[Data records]
=====

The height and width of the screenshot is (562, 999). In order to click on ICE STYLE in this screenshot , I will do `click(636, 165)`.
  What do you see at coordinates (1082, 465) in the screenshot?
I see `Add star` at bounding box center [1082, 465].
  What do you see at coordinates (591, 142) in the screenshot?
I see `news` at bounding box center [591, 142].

=====

» **Exercise brief**:
Can you restate every record above word for word?

» **Task output**:
The height and width of the screenshot is (562, 999). In order to click on ICE STYLE in this screenshot , I will do `click(636, 165)`.
  What do you see at coordinates (1082, 465) in the screenshot?
I see `Add star` at bounding box center [1082, 465].
  What do you see at coordinates (591, 142) in the screenshot?
I see `news` at bounding box center [591, 142].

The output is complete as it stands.